Captain Bones was quartered at the best fisherman's cabin in the neighborhood. It was not much of a shelter, but it was the best he could find. Captain Bones was provoked at the delay in Fernando's recovery. He knew he was an impressed American, and if he left him, he would be lost to the service, and yet he dared not much longer delay going to Halifax.

He was bargaining with a coasting schooner to take himself and crew to Halifax, when one evening Terrence came to him with a very serious face, as if the fortunes of Great Britain were in peril.

"Captain, it's bad news I have for ye," said Terrence. "The brandy is all gone, and divil a bit o' whiskey can be had for love or money." This was alarming to Captain Bones; but Terrence suggested that three miles away lived a farmer Condit, whose cellar abounded with kegs of apple jack and cider.

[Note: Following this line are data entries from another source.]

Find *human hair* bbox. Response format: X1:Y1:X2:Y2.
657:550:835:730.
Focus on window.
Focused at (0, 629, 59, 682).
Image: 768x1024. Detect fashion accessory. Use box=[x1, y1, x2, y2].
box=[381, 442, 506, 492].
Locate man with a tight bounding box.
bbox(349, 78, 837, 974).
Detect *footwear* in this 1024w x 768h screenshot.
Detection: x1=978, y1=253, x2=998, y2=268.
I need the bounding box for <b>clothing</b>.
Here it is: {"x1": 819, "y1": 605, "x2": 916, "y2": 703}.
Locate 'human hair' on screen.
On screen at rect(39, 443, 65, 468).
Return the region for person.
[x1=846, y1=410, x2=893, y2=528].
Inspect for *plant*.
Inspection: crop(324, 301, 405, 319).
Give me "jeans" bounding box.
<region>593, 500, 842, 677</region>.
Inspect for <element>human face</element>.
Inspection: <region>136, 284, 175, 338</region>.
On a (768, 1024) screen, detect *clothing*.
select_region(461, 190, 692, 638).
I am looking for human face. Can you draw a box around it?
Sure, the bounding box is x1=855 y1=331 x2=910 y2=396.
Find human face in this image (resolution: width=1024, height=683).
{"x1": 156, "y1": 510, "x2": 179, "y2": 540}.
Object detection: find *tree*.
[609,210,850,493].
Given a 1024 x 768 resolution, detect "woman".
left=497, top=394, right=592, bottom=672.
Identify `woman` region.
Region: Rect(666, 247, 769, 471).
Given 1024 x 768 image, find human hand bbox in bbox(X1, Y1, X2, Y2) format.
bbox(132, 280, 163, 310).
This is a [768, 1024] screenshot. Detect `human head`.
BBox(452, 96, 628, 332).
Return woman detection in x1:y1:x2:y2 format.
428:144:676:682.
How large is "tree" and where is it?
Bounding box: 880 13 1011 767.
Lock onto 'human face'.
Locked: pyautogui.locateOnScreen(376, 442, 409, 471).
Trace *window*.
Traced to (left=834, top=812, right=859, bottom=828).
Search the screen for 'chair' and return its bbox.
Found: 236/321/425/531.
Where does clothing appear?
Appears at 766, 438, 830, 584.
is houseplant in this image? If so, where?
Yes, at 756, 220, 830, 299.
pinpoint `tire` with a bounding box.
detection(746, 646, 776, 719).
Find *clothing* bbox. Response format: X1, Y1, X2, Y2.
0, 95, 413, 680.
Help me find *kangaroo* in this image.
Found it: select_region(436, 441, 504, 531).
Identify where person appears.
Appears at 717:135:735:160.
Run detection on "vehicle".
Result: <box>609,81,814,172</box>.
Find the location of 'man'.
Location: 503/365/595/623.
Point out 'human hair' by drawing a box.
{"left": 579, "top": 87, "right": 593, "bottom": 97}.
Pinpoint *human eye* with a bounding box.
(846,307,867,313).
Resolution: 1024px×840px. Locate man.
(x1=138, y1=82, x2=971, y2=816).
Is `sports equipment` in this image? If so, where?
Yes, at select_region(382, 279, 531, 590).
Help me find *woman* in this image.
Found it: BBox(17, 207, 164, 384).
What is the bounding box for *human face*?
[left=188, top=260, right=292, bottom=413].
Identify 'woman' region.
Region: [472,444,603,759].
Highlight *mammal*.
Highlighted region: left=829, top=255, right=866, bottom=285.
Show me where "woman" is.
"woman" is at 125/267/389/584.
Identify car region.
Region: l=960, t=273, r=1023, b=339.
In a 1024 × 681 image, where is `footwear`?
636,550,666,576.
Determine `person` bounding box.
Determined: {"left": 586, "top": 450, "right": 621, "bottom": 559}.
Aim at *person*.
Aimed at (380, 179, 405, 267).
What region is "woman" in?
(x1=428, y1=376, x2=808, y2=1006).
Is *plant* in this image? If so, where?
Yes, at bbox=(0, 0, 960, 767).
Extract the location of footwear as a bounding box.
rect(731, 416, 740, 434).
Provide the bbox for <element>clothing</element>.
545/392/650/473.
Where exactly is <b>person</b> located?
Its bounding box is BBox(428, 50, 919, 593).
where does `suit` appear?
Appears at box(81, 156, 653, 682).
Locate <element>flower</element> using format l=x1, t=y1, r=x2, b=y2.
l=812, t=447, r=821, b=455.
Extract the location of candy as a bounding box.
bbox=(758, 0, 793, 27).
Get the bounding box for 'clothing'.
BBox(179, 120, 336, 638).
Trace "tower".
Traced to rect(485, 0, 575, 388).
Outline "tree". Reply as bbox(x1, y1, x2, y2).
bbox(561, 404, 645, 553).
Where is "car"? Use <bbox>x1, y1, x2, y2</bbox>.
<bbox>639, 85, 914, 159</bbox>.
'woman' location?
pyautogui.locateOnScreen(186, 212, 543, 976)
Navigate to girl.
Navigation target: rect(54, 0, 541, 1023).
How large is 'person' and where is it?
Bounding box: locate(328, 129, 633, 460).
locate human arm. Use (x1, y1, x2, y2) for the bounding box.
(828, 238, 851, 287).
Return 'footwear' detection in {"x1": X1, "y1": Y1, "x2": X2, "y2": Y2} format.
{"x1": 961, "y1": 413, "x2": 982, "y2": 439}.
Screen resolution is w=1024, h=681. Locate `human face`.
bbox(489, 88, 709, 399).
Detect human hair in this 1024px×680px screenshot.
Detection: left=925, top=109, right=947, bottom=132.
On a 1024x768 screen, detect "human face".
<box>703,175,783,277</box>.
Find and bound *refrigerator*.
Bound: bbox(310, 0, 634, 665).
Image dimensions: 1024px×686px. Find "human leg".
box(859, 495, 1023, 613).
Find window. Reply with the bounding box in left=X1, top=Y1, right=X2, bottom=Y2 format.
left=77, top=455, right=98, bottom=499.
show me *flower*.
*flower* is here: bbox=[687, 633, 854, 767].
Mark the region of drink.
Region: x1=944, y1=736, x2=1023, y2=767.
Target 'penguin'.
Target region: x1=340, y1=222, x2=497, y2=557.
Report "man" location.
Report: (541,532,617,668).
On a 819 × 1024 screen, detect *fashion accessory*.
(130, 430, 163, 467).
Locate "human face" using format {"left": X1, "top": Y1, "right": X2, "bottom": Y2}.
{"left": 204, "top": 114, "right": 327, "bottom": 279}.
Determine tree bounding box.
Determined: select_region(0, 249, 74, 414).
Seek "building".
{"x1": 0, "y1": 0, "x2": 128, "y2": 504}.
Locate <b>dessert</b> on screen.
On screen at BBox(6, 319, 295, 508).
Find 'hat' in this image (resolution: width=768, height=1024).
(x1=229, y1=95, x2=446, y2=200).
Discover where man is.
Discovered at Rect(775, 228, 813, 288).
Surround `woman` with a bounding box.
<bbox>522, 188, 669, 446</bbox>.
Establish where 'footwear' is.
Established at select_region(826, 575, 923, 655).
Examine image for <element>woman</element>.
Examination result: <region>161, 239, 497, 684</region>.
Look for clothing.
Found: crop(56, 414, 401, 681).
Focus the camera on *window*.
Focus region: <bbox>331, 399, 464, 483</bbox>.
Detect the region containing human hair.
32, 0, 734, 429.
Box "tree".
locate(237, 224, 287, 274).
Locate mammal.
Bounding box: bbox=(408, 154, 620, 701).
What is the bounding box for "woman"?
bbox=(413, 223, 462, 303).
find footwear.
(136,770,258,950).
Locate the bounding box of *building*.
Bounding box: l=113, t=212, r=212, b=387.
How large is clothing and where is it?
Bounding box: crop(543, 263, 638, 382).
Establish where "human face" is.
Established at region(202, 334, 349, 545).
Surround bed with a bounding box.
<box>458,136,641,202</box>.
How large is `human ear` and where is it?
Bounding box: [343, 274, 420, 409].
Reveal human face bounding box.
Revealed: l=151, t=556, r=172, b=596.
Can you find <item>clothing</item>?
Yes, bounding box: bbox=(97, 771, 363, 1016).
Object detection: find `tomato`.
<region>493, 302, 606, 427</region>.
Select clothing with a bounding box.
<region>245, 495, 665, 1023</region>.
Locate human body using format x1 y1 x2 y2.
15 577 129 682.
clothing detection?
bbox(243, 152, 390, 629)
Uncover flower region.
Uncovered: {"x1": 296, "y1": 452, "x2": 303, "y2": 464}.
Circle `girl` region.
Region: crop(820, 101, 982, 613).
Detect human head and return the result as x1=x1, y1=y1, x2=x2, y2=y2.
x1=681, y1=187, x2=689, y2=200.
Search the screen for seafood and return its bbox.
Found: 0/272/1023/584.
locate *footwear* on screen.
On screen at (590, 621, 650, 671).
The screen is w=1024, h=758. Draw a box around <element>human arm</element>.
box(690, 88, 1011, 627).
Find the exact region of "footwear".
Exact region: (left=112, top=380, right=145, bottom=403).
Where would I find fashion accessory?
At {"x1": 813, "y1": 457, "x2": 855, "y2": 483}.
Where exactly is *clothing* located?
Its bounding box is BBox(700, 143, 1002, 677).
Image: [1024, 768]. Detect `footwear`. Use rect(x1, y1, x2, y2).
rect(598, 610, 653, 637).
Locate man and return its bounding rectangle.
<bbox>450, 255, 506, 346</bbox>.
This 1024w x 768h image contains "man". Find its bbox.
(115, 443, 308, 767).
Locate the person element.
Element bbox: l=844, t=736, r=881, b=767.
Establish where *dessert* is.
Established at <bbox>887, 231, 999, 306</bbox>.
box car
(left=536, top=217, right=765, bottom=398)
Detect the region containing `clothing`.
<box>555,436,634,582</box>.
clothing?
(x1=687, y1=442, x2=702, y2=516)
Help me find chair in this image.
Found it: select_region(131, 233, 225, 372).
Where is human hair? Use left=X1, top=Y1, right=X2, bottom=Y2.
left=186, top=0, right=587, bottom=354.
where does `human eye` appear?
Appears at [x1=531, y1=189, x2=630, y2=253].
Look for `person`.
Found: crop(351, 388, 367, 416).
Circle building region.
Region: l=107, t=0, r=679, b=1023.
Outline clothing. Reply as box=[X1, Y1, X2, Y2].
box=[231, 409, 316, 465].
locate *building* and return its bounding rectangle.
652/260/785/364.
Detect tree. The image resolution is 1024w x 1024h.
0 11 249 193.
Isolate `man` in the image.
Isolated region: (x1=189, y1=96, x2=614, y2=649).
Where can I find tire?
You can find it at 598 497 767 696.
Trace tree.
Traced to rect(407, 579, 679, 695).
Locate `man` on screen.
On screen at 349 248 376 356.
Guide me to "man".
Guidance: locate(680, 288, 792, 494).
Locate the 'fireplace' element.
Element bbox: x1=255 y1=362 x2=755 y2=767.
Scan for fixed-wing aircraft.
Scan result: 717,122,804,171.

Condit was a rabid republican and would not give a Briton a drop if he were dying for it; but, if the captain would be taken into his confidence, he had a little scheme to propose which had a trifle of risk in it, just enough to give spice to it.

His plan was nothing more than to dress in citizen's clothes, enter the cellar after night and carry away some, if not all, of the kegs of apple jack.

Captain Bones, who enjoyed a frolic, thought the plan an excellent one.

But he begged to allow the first lieutenant to become a party to the frolic. This was just as Terrence wished, for he had intended to suggest the first lieutenant himself. It was agreed that on Saturday night next, the three, dressed in citizen's clothes, were to go to the home of the farmer, enter his cellar and secure enough apple jack and hard cider to alleviate the thirst of Captain Bones, during his stay in the neighborhood.

Farmer Condit, the day before the intended burglary, received a very mysterious letter in a very mysterious manner. It read as follows:

"Farmer Condit: Saturday night your house is to be robbed. I am one of a band of robbers who are to rob you. I was forced to join them or be killed, and will have to go with them that night. Have a few constables ready to seize them. They will not fight; but let the man in tall, peaked, brown hat, white trousers and gray coat escape, for that is me. If you could let me escape and seize the others, you would set at liberty a poor fellow creature, who warns you at the risk of his life.